Rickets
ICD-10 E55.0 · ICD-11 5B57.0

Treatment of Rickets in Autosomal-Recessive Hypophosphatemic Rickets Type 2 (ARHR2) with Biallelic ENPP1 Mutations and No Arterial or Cardiac Calcification

Autosomal-recessive hypophosphatemic rickets type 2 (ARHR2) is a rare inherited cause of rickets driven by biallelic loss-of-function mutations in the ENPP1 gene. Managing these patients is challenging, and the presence or absence of vascular or cardiac calcification critically shapes which treatments are appropriate.
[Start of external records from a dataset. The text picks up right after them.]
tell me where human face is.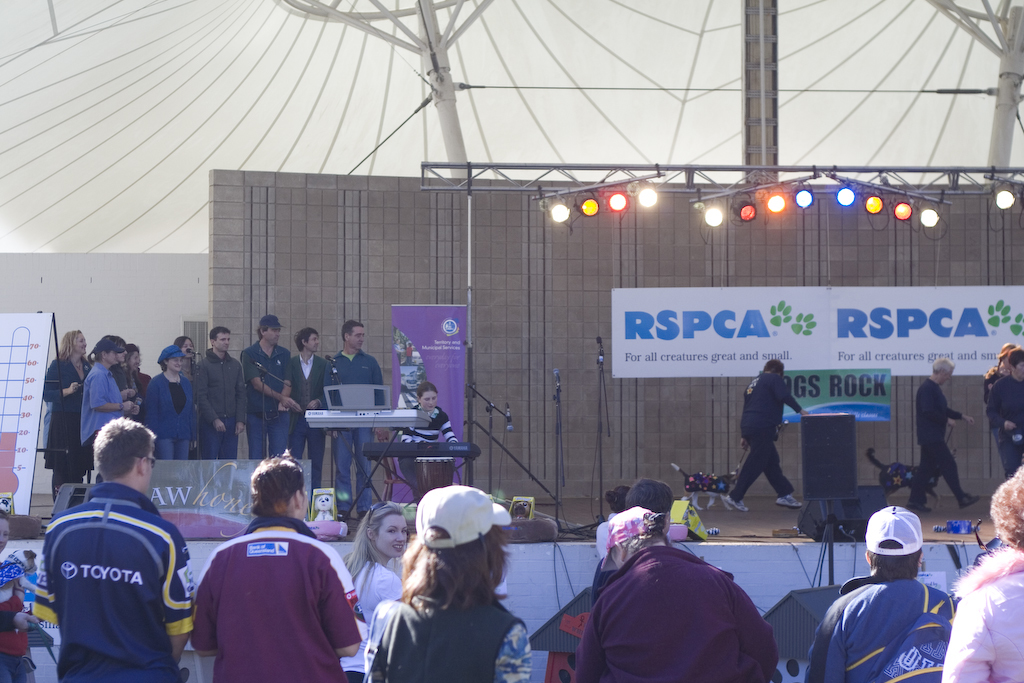
human face is at [350,325,366,354].
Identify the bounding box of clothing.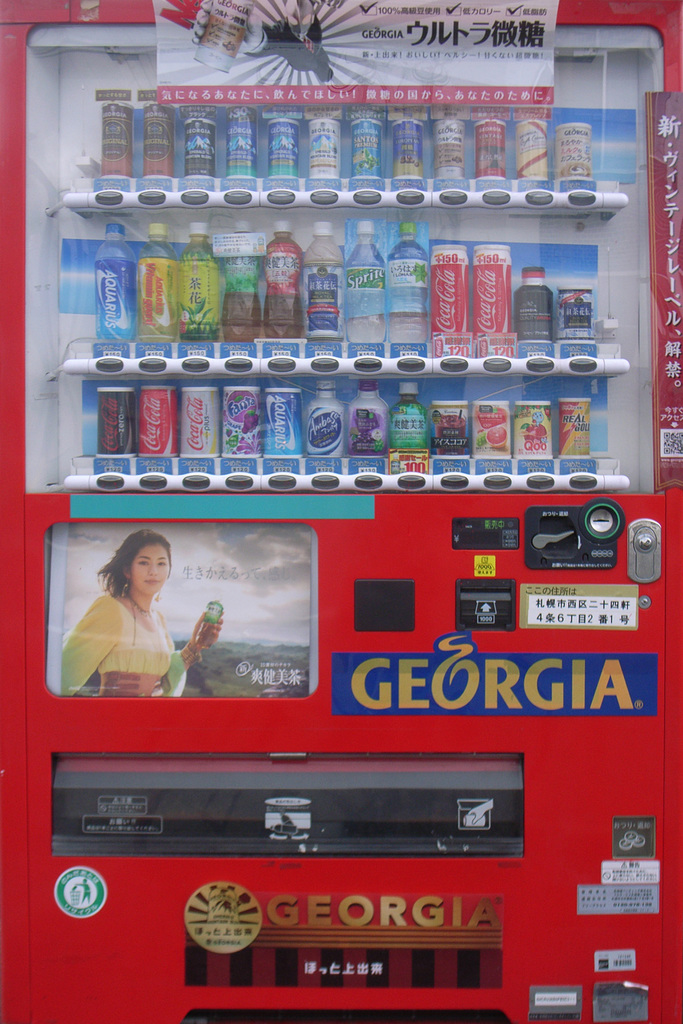
{"x1": 61, "y1": 583, "x2": 206, "y2": 710}.
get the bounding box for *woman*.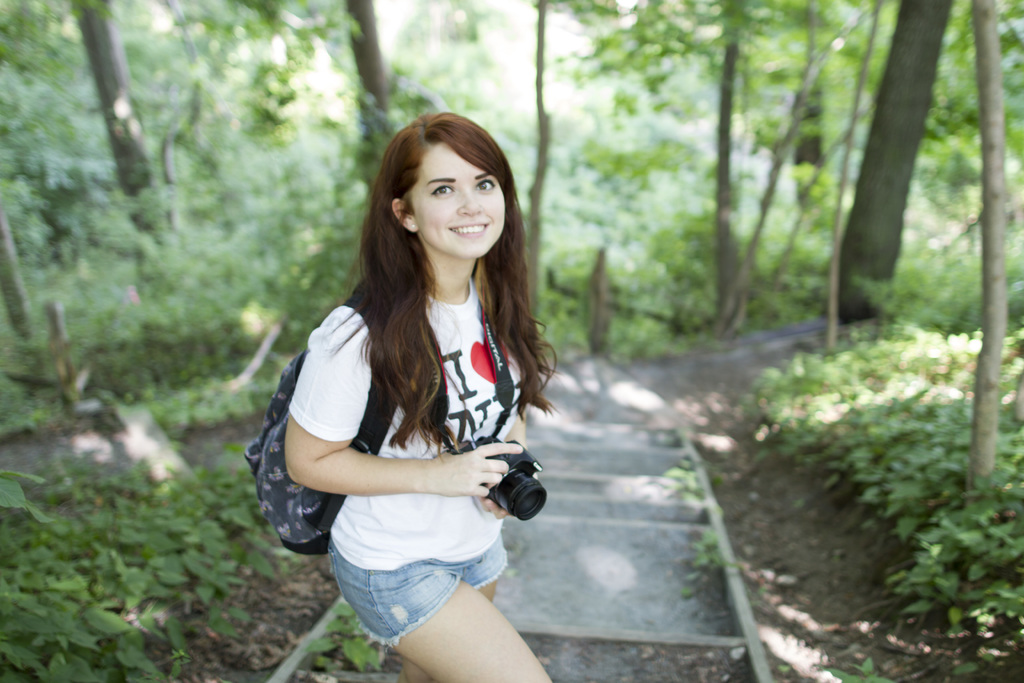
rect(253, 108, 589, 680).
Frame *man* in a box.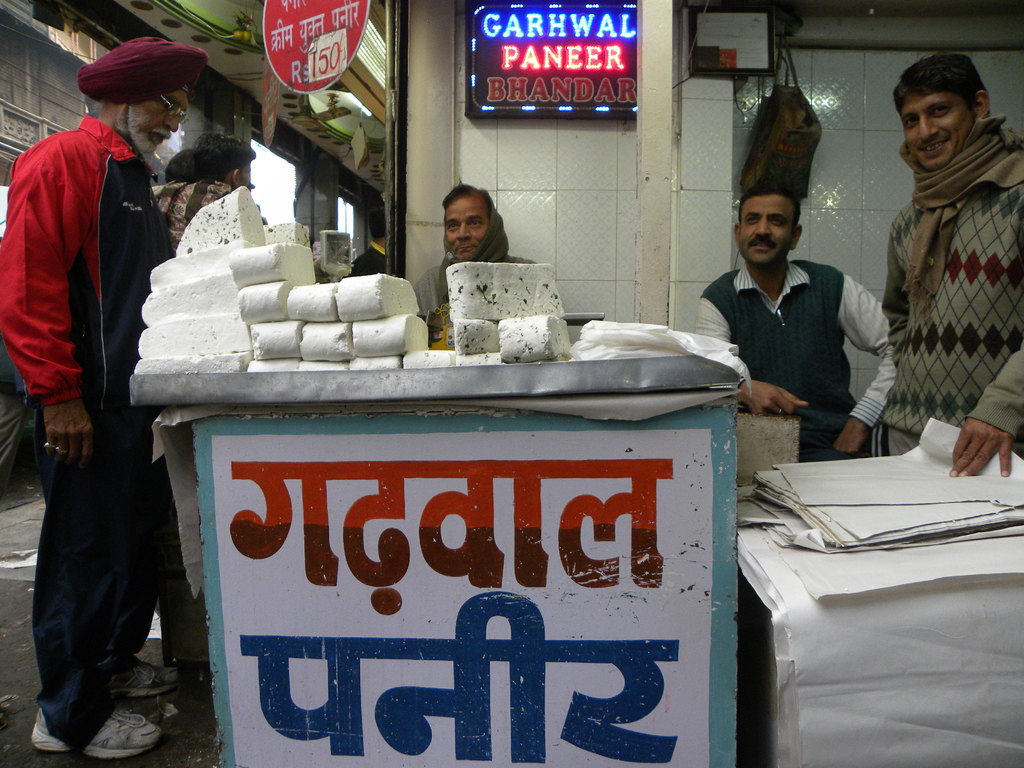
select_region(413, 181, 531, 329).
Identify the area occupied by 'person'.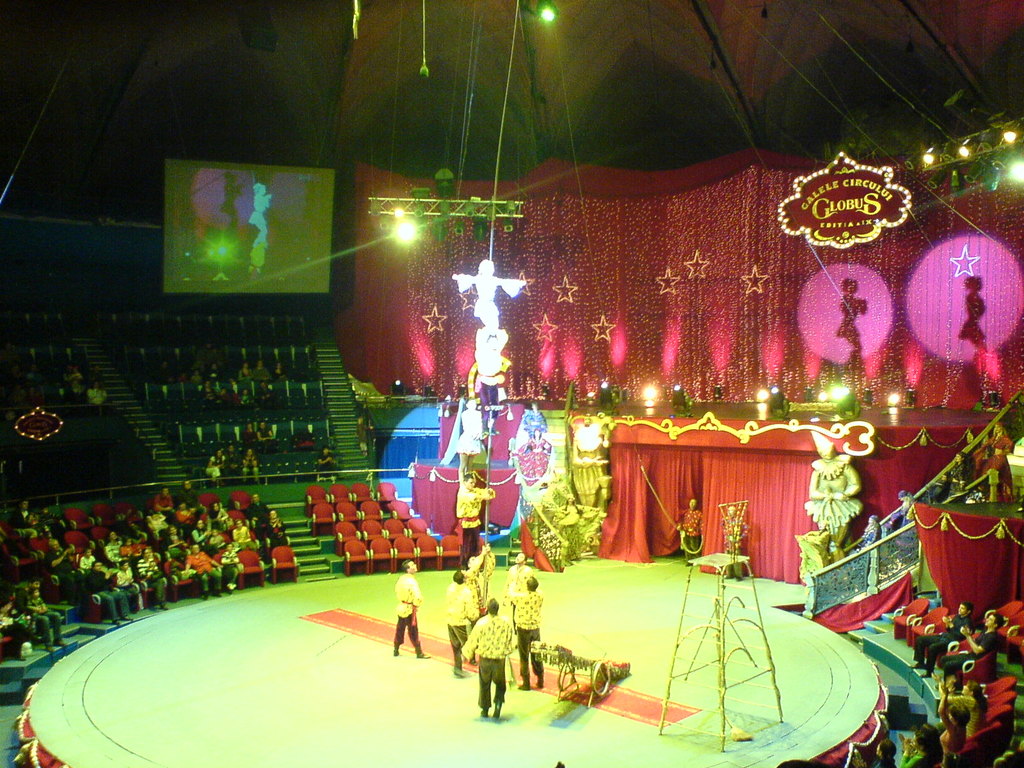
Area: l=909, t=602, r=975, b=680.
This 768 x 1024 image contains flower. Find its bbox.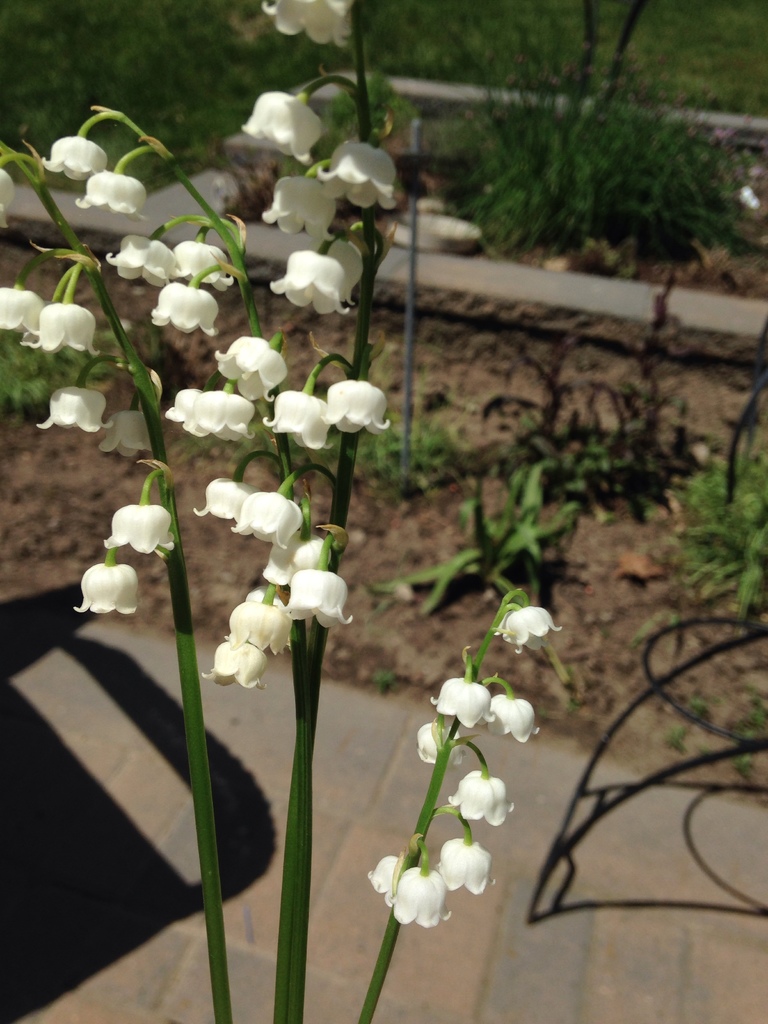
[left=323, top=376, right=389, bottom=436].
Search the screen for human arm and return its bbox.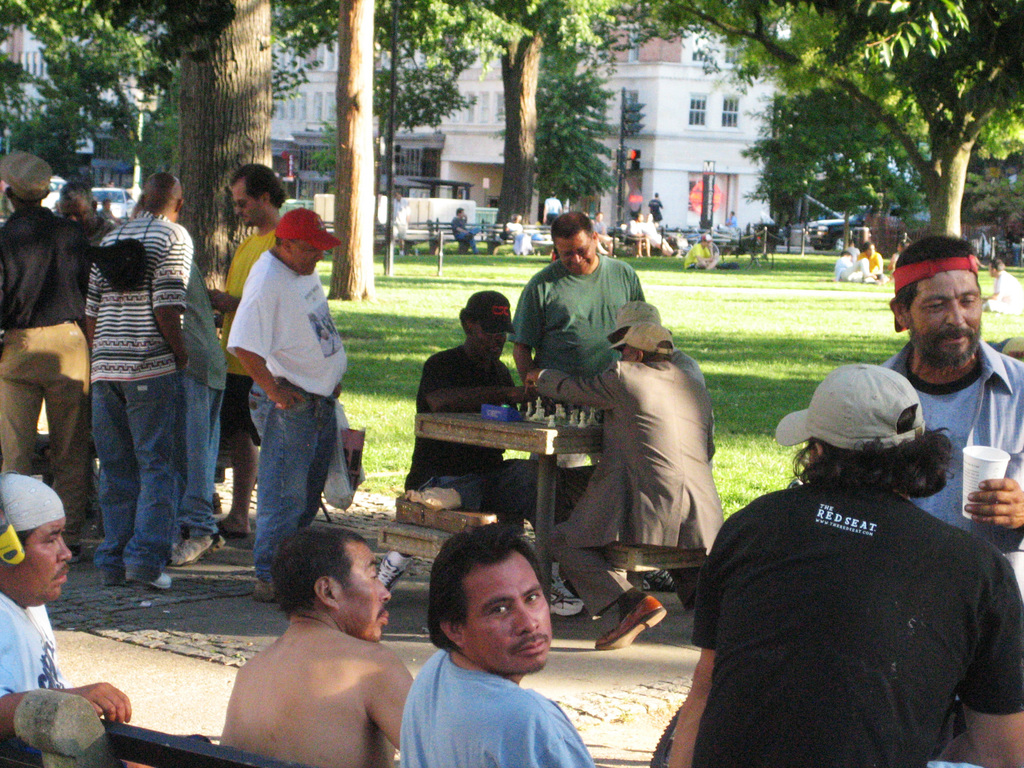
Found: pyautogui.locateOnScreen(429, 357, 527, 415).
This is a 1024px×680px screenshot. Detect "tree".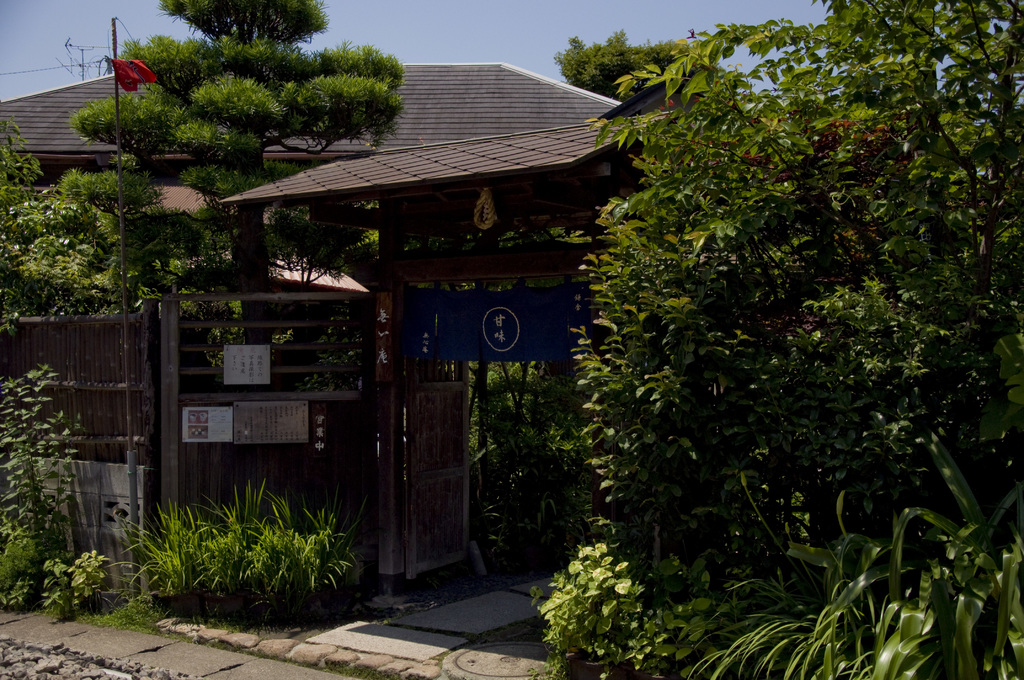
pyautogui.locateOnScreen(58, 0, 419, 300).
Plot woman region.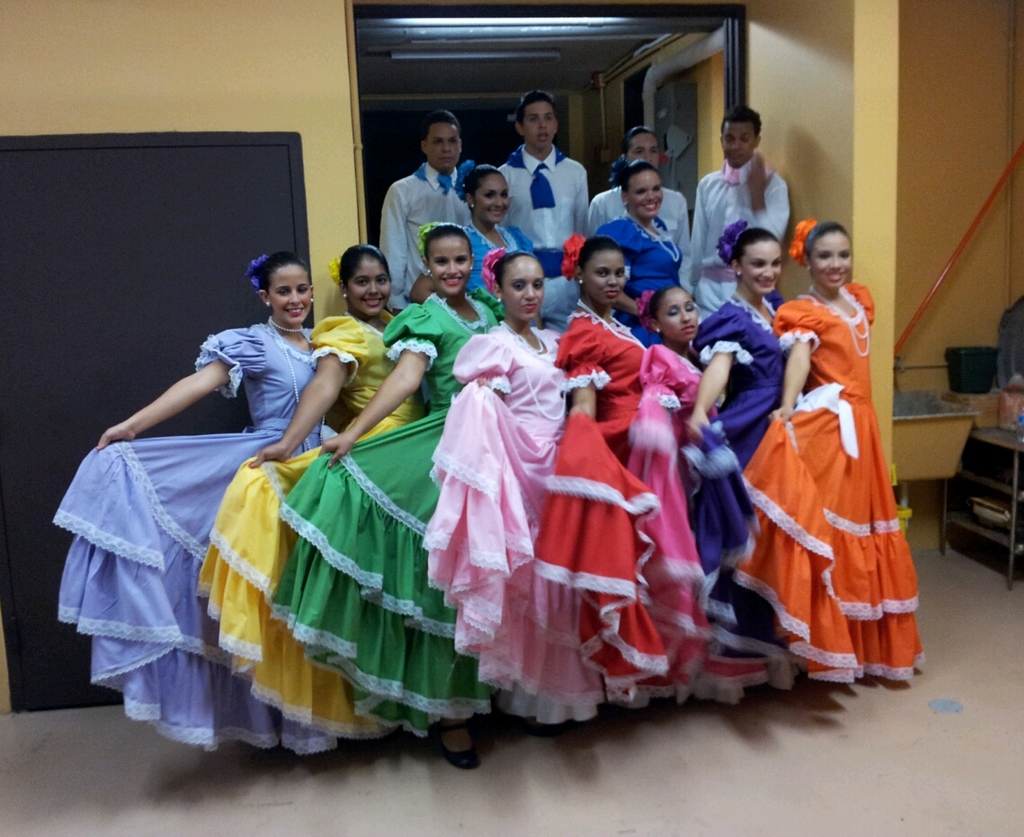
Plotted at [x1=192, y1=244, x2=432, y2=747].
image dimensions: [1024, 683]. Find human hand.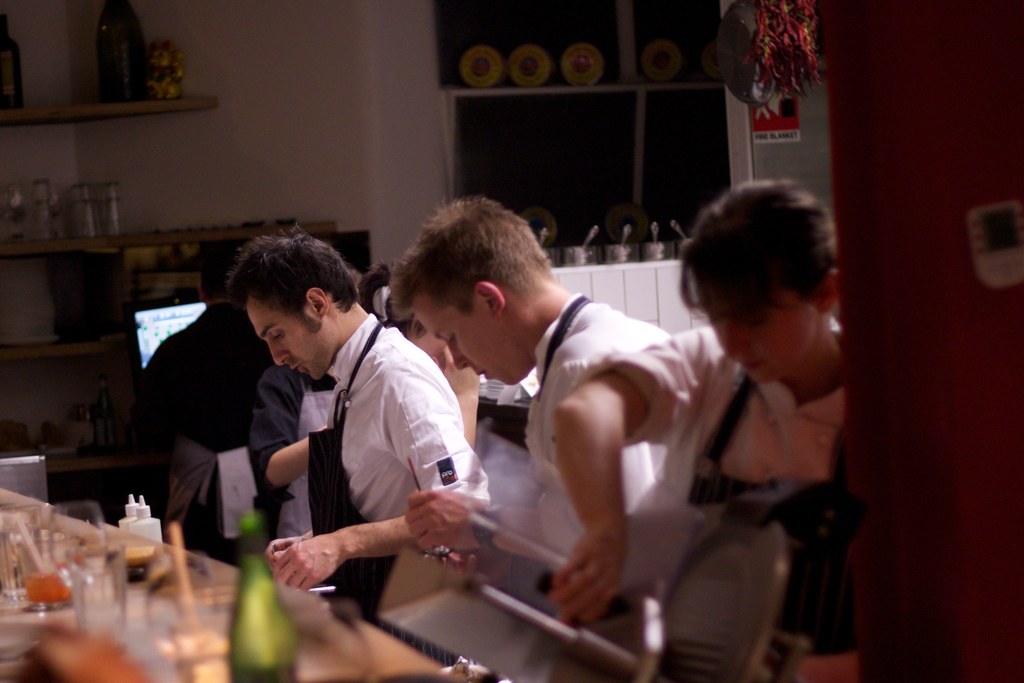
l=250, t=517, r=419, b=602.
Clinical Scenario This protocol applies to patients with confirmed ARHR2 — biallelic ENPP1 mutations — who present with hypophosphatemic rickets in the absence of arterial or cardiac calcification. ENPP1 deficiency may be associated with arterial, cardiac, and/or articular calcification or may present as generalised arterial calcification in infancy; the presence of such calcifications precludes treatment with active vitamin D. In patients without calcification, a treatment approach using oral phosphate supplementation together with active vitamin D is applicable.
Treatment Approach (Partial Overview) The reported regimen in this rare condition involves a combination of oral phosphate salt supplementation and calcitriol (active vitamin D). Specific dosing targets and the full structured algorithm are available in the complete protocol. Dosages, frequency, monitoring intervals, and the complete clinical algorithm are detailed in the full protocol — see link below.
References

DOI: 10.1007/s00467-022-05505-5

Treatment of patients with ARHR2 is challenging due to its rarity and the fact that ENPP1 deficiency not only causes hypophosphatemic rickets but may also be associated with arterial, cardiac and/or articular calcification or may present as generalized arterial calcification in infancy.

The presence of calcifications precludes treatment with active vitamin D.

In a small series including 6 ARHR2 patients, the reported dosages of phosphate salts (based on elemental phosphate) and calcitriol amounted to 40 mg/kg day and 15 ng/kg per day, respectively.